I stopped fighting the number on the scale and trying desperately to prevent it from increasing towards the healthy range that my body wants to live in more than anything. I have begun to accept as the number starts to move in the right direction. I have given up the fight against my body. And in the process, I am working on detaching my self-worth, self-acceptance, and self-love from the number on the scale. I am working on accepting my goal weight range as a healthy, happy, full of life place to be. I am telling myself that weight gain is my friend, not my enemy, and hoping that the more I hear myself say this, the more believable it will become. And in the meantime, I am giving my body the compassion and care it needs as it goes through this difficult physical transition.
And most importantly, through all of these steps forward, I took responsibility for my recovery, making each and every step forward MY step forward. Making every decision to move forward my own decision rather than the product of others telling me I need to. Making my recovery MY recovery. I have chosen to stop restricting. I have chosen to get rid of apps and devices that only feed my eating disorder. I have chosen to stop running. I have chosen to start the path to restore my weight. And I have chosen the path to recovery. These were my decisions. And these decisions were everything but easy. Everything but painless. But because of the pain and difficulty, I have grown in strength and capability. I have grown in independence and confidence and experience. I have grown in myself. And I have grown in recovery. Because these are my decisions, and this is my recovery. My full, true, beautiful recovery.
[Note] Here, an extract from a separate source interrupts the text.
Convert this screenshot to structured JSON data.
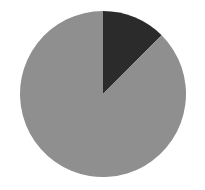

15 weeks later, I have successfully made it through a semester of college. But not just a semester of college. I have successfully made it onto my path towards recovery. A path I have been searching to find for ten years.
A new message appeared on the red barn near my house this week. Very timely, and very fitting.
Every end is a new beginning.
And this message fits in a variety of ways. First, as the end of this semester has approached, I have opened up the beginning of my recovery, fully and truly dedicating my efforts to achieve the life and happiness I have longed to live for so long. This semester challenged me, tested me, and pushed me to take up the responsibility for my own life, realizing that the only way to begin my recovery is to begin.
And this message is also reflective of a deeper level. With the end of my eating disorder, I am beginning my life. In order to begin the life of possibility, happiness, love, and recovery that lies within my reach, I must take the step to end the eating disorder. To end the behaviors, patterns, thoughts, lifestyles, and obsessions I have held on to for ten years in hopes of achieving the false reality the eating disorder promised to me. I must end the eating disorder, eliminating every single part of its being, to begin my life. And I have never been more ready.
This is my mission impossible. And I am making my impossible, possible.